Highly nonlinear functions can cause trouble. If your calculation involves exponentials, logarithms, or sharp curves, the linear approximation may underestimate or overestimate the true uncertainty. Research at Delft University of Technology demonstrated that the standard Taylor-based method can introduce a visible offset in the estimated mean when higher-order terms become significant, something the simple formulas completely miss.

Non-Gaussian inputs also pose a problem. If your measurement errors follow a skewed or otherwise non-bell-shaped distribution, the standard formulas may not capture the true shape of the uncertainty in your result. And when your input errors are correlated (meaning one tends to be high when the other is), you need additional correction terms that the basic rules don’t include.

Monte Carlo Simulation as an Alternative

When the standard formulas aren’t reliable, Monte Carlo simulation offers a powerful alternative.
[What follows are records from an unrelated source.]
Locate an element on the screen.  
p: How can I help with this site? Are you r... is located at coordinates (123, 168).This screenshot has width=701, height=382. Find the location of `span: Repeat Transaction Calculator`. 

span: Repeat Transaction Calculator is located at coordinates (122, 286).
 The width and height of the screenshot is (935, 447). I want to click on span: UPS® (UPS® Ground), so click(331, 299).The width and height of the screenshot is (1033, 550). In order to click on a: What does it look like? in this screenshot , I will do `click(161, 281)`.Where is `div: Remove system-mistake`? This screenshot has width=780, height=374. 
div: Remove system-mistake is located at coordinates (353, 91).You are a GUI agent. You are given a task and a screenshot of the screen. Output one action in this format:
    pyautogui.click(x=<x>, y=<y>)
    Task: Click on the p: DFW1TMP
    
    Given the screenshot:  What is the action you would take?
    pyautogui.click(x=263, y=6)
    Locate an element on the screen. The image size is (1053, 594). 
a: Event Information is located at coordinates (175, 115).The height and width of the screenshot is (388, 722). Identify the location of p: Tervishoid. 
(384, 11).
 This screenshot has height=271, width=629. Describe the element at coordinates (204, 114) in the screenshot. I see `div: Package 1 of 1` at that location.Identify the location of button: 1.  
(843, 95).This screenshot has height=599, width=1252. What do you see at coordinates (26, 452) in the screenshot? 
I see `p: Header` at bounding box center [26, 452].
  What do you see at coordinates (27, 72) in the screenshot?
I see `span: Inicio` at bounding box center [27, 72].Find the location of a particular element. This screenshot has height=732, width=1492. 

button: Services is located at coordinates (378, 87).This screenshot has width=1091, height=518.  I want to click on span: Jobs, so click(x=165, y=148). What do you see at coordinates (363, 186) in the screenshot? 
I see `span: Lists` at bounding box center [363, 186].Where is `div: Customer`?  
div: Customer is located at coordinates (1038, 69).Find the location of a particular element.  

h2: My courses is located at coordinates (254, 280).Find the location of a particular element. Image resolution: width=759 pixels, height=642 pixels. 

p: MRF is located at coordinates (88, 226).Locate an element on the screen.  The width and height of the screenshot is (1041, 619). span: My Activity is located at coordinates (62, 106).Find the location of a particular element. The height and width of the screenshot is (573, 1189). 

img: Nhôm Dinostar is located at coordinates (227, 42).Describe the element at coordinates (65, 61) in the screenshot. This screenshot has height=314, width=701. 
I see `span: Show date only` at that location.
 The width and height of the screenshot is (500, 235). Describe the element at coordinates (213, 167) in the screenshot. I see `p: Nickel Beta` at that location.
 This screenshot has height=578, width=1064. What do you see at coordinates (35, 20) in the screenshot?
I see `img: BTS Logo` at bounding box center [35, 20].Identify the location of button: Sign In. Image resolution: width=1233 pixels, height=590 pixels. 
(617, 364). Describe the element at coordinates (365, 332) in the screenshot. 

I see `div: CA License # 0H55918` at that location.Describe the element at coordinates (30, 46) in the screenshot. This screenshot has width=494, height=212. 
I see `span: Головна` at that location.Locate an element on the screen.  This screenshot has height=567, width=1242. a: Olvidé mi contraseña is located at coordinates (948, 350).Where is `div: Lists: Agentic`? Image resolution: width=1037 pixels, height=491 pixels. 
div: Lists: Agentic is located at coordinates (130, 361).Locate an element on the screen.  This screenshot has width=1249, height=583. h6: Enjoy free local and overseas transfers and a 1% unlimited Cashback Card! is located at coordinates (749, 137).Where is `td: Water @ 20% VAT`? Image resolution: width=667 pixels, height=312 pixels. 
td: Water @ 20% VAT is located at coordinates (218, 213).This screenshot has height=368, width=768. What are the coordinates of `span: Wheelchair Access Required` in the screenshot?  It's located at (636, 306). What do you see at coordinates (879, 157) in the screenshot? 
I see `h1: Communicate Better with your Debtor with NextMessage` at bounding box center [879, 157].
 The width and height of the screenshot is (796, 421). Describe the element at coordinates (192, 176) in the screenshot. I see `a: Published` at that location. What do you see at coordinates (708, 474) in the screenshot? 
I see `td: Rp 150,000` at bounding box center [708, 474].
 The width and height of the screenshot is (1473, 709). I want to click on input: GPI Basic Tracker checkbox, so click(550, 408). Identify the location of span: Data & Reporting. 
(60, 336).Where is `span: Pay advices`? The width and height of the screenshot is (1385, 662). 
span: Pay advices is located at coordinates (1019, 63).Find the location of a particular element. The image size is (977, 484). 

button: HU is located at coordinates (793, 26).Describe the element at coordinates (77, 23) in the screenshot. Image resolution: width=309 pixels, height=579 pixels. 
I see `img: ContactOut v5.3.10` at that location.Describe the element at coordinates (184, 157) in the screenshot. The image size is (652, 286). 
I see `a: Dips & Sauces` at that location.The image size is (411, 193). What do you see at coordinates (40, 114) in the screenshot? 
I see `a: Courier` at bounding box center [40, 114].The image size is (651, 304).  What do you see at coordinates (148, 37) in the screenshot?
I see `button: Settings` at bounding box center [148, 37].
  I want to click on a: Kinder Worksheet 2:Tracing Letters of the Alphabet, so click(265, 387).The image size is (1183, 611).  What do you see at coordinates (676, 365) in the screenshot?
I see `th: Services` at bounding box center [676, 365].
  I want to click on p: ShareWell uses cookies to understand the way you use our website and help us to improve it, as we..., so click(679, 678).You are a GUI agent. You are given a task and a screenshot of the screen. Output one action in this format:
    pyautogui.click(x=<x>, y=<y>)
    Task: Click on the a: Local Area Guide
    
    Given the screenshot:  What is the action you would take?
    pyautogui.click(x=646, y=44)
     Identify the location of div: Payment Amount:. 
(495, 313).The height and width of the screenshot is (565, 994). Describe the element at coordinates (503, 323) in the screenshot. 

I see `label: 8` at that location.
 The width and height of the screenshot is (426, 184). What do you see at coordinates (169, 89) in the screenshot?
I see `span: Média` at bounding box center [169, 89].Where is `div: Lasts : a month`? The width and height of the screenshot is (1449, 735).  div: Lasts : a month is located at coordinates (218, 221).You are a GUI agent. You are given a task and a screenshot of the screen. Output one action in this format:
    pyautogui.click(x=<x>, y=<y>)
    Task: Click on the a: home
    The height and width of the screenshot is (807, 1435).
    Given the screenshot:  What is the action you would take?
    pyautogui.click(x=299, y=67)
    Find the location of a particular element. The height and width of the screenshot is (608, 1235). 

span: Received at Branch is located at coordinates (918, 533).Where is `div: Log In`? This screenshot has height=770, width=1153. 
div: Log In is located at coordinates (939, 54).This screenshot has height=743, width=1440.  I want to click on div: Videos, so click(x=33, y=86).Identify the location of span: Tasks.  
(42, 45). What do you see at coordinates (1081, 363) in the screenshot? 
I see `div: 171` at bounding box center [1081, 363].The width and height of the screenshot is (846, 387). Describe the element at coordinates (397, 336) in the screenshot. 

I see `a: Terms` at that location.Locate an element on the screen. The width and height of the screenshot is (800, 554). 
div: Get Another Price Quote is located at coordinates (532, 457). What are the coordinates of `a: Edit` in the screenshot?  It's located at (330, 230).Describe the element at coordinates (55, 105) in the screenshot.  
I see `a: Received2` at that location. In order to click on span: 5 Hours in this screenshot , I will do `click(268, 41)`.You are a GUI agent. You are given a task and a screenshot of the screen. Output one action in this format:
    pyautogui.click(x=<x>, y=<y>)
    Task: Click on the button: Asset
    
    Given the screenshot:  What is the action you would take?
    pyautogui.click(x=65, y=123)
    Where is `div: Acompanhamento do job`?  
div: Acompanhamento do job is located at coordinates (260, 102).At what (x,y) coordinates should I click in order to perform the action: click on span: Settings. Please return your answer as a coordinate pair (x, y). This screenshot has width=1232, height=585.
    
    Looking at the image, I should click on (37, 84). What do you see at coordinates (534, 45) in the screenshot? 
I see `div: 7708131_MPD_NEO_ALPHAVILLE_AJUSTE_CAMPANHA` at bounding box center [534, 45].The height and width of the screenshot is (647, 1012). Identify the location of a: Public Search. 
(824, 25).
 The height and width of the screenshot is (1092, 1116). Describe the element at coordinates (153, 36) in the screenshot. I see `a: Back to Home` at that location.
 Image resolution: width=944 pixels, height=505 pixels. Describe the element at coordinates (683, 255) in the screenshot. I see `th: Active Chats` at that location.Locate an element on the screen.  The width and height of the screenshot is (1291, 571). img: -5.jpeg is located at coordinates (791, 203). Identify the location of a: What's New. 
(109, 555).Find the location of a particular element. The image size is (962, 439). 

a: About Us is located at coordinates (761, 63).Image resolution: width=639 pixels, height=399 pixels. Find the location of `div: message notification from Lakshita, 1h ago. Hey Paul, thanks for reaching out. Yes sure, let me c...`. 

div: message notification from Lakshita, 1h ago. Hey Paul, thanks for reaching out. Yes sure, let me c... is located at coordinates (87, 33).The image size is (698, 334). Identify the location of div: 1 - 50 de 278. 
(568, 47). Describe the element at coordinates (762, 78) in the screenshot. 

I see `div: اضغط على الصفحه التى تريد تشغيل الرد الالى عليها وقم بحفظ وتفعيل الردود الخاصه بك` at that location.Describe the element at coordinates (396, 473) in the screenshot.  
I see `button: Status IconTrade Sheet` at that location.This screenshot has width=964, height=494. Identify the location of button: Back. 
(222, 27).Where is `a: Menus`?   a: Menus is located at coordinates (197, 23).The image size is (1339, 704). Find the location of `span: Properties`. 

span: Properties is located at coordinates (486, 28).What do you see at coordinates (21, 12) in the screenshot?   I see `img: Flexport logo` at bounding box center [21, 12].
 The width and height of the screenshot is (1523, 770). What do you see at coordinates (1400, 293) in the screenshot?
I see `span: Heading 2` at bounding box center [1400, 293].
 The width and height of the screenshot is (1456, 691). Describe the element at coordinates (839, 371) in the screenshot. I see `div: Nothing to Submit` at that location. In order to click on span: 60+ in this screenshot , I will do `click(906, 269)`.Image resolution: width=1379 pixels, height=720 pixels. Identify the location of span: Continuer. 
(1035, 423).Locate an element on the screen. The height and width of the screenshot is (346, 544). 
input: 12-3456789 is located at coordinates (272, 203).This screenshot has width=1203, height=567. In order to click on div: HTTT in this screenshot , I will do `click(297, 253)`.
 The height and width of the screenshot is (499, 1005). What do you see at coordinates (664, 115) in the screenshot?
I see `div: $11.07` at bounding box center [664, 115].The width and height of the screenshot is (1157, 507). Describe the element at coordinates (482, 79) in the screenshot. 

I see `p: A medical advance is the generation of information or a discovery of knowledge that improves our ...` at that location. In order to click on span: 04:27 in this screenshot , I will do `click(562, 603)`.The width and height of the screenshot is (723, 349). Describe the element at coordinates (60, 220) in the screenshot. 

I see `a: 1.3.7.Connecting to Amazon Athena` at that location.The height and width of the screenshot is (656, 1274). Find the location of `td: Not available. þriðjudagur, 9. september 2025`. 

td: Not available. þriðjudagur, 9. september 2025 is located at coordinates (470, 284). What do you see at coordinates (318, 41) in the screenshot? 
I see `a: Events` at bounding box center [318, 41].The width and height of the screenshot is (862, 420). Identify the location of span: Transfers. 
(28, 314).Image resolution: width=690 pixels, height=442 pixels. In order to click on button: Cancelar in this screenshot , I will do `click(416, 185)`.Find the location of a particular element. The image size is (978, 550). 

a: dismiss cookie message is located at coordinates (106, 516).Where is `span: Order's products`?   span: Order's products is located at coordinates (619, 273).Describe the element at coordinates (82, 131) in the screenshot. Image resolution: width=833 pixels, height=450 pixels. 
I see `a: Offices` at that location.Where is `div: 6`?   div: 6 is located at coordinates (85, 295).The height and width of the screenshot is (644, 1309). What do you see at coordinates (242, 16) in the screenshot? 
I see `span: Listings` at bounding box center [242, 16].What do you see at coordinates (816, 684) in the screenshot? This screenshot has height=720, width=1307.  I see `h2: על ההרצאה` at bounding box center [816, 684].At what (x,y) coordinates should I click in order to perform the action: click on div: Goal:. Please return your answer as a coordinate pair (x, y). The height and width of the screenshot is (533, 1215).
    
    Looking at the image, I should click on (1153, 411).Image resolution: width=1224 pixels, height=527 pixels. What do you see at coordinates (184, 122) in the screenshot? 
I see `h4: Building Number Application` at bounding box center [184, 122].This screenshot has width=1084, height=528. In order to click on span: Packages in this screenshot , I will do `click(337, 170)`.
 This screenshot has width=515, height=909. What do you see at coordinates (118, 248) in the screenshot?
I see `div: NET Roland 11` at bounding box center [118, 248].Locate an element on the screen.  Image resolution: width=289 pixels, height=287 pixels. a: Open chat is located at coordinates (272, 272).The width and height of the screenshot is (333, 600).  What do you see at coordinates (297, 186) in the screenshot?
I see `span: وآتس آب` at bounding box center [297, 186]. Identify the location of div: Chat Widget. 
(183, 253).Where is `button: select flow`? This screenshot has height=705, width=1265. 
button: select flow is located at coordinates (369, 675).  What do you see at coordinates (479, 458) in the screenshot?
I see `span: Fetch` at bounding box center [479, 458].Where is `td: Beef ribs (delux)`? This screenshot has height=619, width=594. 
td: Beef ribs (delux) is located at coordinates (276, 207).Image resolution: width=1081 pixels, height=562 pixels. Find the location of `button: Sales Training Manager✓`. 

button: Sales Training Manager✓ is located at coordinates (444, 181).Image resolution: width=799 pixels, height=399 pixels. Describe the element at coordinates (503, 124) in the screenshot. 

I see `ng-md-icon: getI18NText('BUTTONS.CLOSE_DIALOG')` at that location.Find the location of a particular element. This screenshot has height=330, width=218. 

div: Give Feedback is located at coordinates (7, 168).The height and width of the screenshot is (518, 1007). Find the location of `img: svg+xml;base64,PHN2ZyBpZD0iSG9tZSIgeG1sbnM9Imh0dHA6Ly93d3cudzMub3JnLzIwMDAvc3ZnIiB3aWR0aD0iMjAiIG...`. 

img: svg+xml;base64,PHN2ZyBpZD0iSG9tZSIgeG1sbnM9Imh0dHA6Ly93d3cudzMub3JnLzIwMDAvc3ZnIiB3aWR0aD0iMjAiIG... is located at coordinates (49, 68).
Instead of deriving a formula, you let a computer generate millions of random input values, each drawn from the known uncertainty distribution of that measurement. You run your calculation on every set of random inputs and then look at the spread of the results.

This approach has several advantages. It handles nonlinear functions naturally, works with any distribution shape, and gives you the full probability distribution of your result rather than just a single uncertainty number. That full distribution can be valuable for hypothesis testing, setting confidence levels, or identifying asymmetric uncertainties where the error bar is larger in one direction than the other. Results from Monte Carlo simulations generally stabilize after about a million samples, which takes modern computers only seconds.

The tradeoff is that Monte Carlo methods require computation and programming rather than pencil-and-paper math, making them overkill for straightforward lab calculations where the standard rules work fine.

Formal Standards for Reporting Uncertainty

In professional metrology (the science of measurement), error propagation follows an internationally recognized framework called the Guide to the Expression of Uncertainty in Measurement, or GUM, maintained by the Joint Committee for Guides in Metrology. The GUM standardizes how uncertainty should be evaluated and reported, and it explicitly codifies the law of propagation of uncertainty as its central method.

Under this framework, uncertainty can be expressed in several ways: as a standard uncertainty (analogous to one standard deviation), as an expanded uncertainty with a coverage factor (similar to a confidence interval), or as a full probability distribution. If you work in a field where measurements need to meet regulatory or quality standards, the GUM framework is the reference point for how to handle and communicate your uncertainties.

Why It Matters Beyond the Lab

Error propagation isn’t just a homework exercise. Any time you build a conclusion from imprecise data, you’re dealing with propagated uncertainty, whether you calculate it or not. Engineers designing a bridge need to know how tolerances in material strength and load estimates combine to affect safety margins. Climate scientists combining satellite data, ocean temperature readings, and atmospheric models need to track how uncertainty flows through each step. Financial analysts estimating a company’s value from uncertain revenue projections and discount rates face the same underlying math.

The core lesson of error propagation is that uncertainty doesn’t disappear when you do math with it. It transforms, and often grows. Knowing by how much is the difference between a result you can trust and one that only looks precise.